• **WHAT IS NEEDED**: Reproduce only the lines that begin at the line with "This screenshot has height=408, width=868." and run to the end of the entries; omit every picture.

• **DATA RECORDS**:
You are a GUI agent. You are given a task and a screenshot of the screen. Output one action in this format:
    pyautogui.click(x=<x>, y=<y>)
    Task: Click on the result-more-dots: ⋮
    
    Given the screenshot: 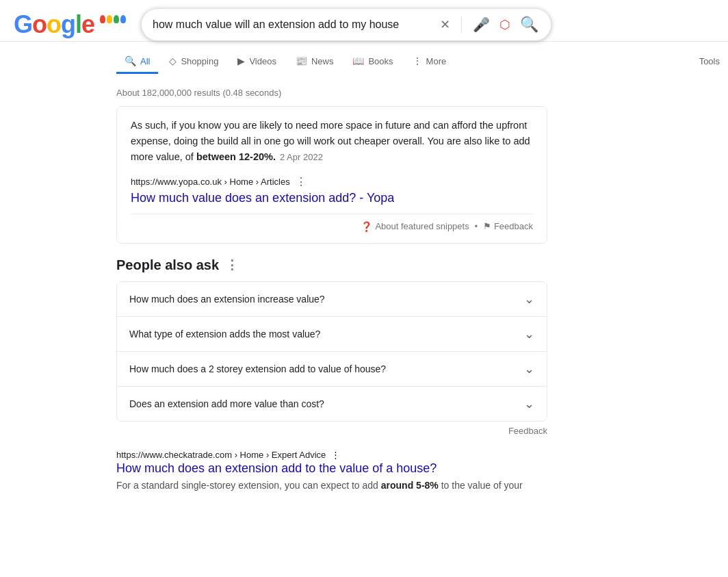 What is the action you would take?
    pyautogui.click(x=335, y=454)
    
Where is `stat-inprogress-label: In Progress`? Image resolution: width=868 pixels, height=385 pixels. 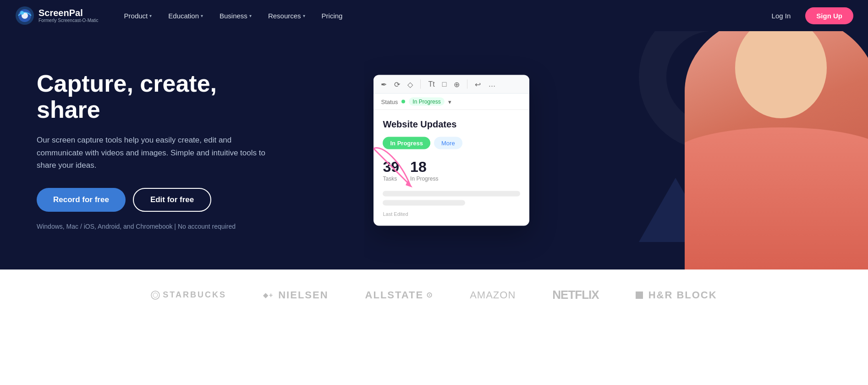 stat-inprogress-label: In Progress is located at coordinates (424, 179).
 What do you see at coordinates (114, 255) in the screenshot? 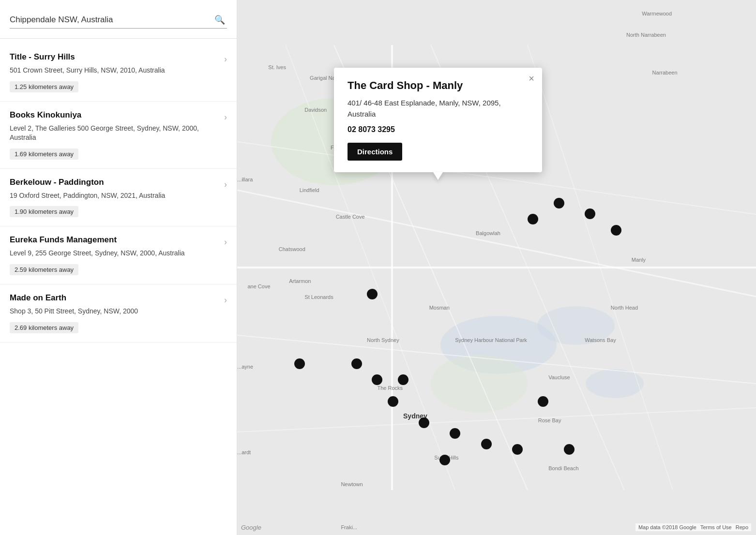
I see `store-content-4: Eureka Funds Management Level 9, 255 Geo…` at bounding box center [114, 255].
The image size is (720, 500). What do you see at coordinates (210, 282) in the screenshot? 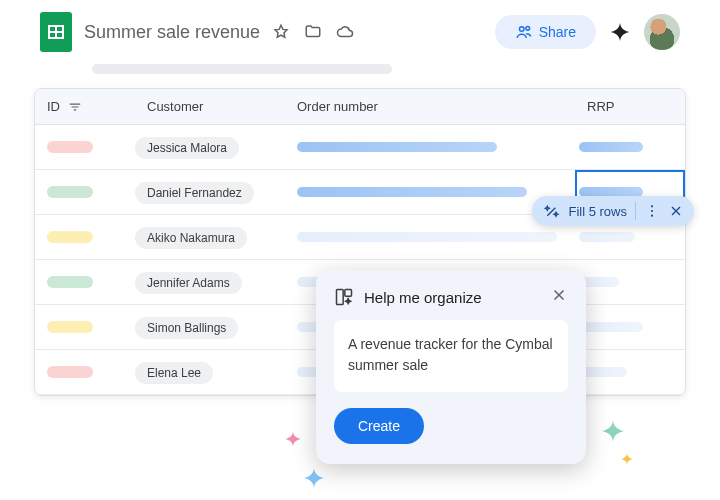
I see `customer-cell: Jennifer Adams` at bounding box center [210, 282].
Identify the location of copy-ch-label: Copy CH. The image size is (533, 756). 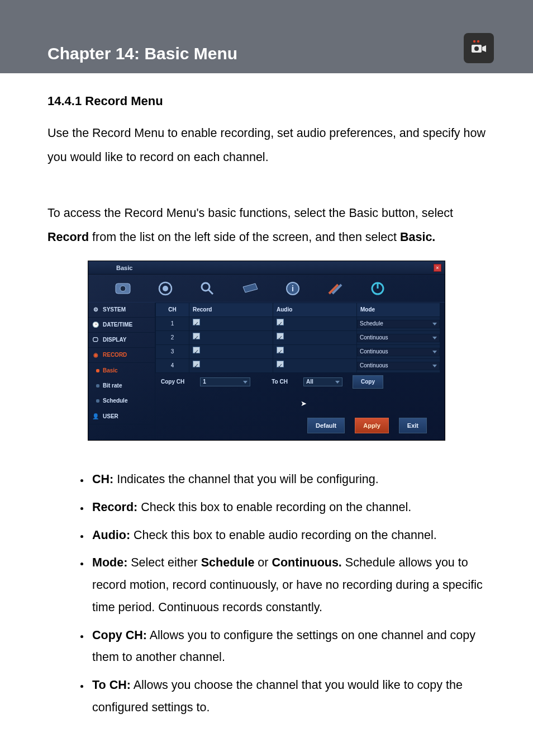
(173, 382).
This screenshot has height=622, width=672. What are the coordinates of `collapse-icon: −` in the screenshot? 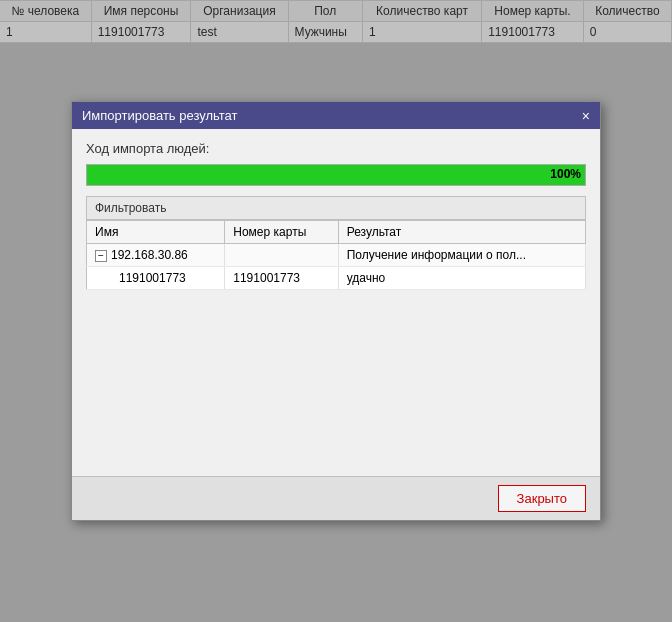 It's located at (101, 256).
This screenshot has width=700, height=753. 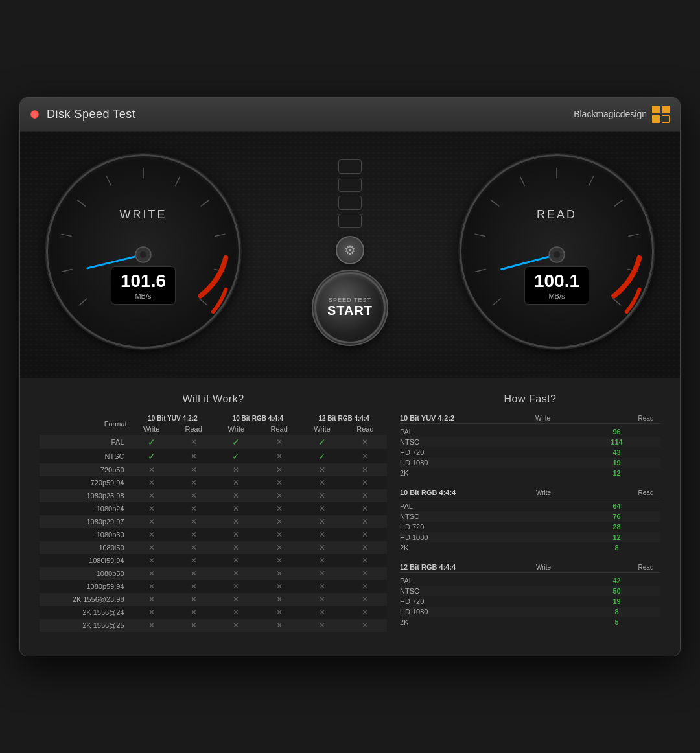 What do you see at coordinates (213, 483) in the screenshot?
I see `table-row: 720p59.94✕✕✕✕✕✕` at bounding box center [213, 483].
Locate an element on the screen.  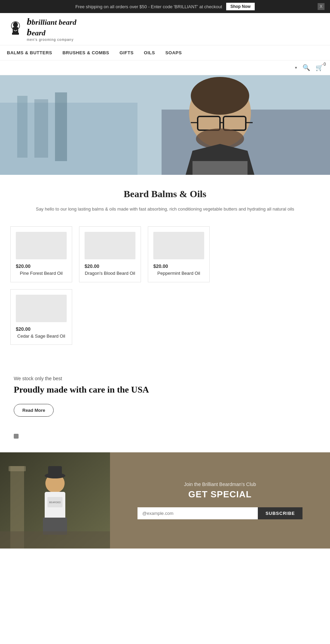
read-more-button: Read More is located at coordinates (34, 410).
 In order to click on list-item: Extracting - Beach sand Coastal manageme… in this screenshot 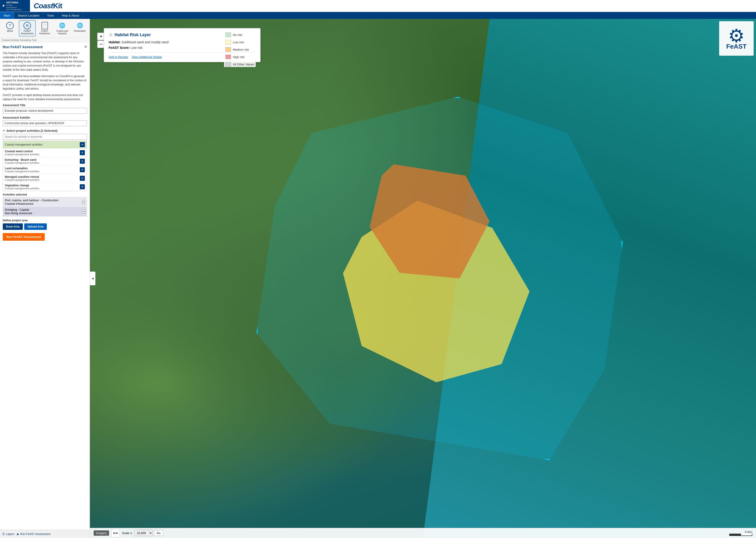, I will do `click(45, 161)`.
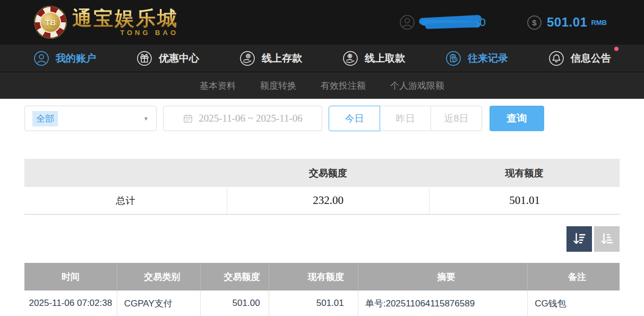 Image resolution: width=644 pixels, height=316 pixels. Describe the element at coordinates (322, 277) in the screenshot. I see `records-header-row: 时间 交易类别 交易额度 现有额度 摘要 备注` at that location.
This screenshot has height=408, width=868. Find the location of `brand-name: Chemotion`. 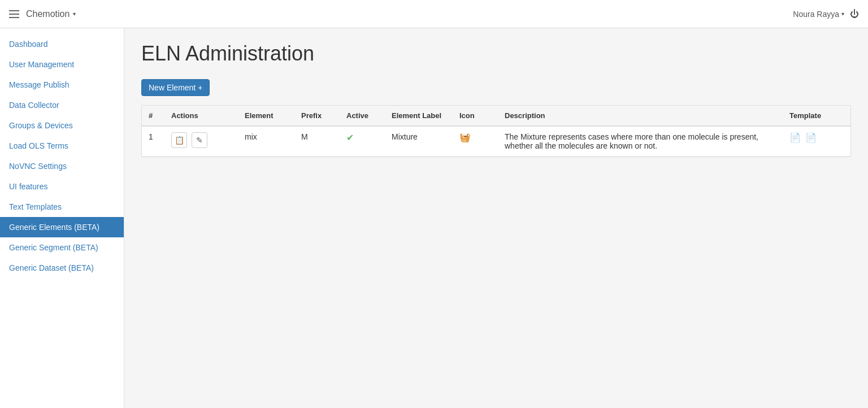

brand-name: Chemotion is located at coordinates (47, 14).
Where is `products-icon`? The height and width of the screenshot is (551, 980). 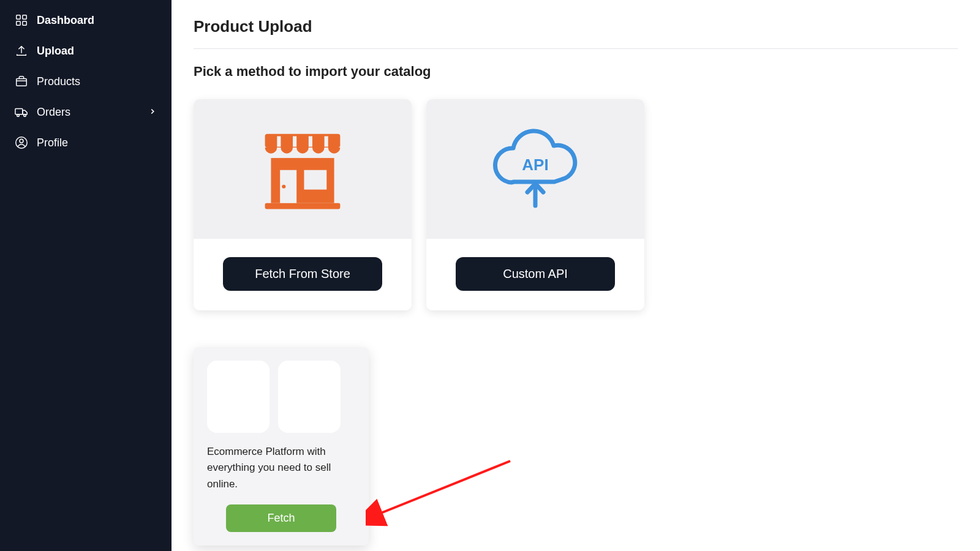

• **COMPLETED TASK**:
This screenshot has height=408, width=868. Find the location of `brand-name: Chemotion`. 

brand-name: Chemotion is located at coordinates (47, 14).
Where is `products-icon`? The height and width of the screenshot is (551, 980). 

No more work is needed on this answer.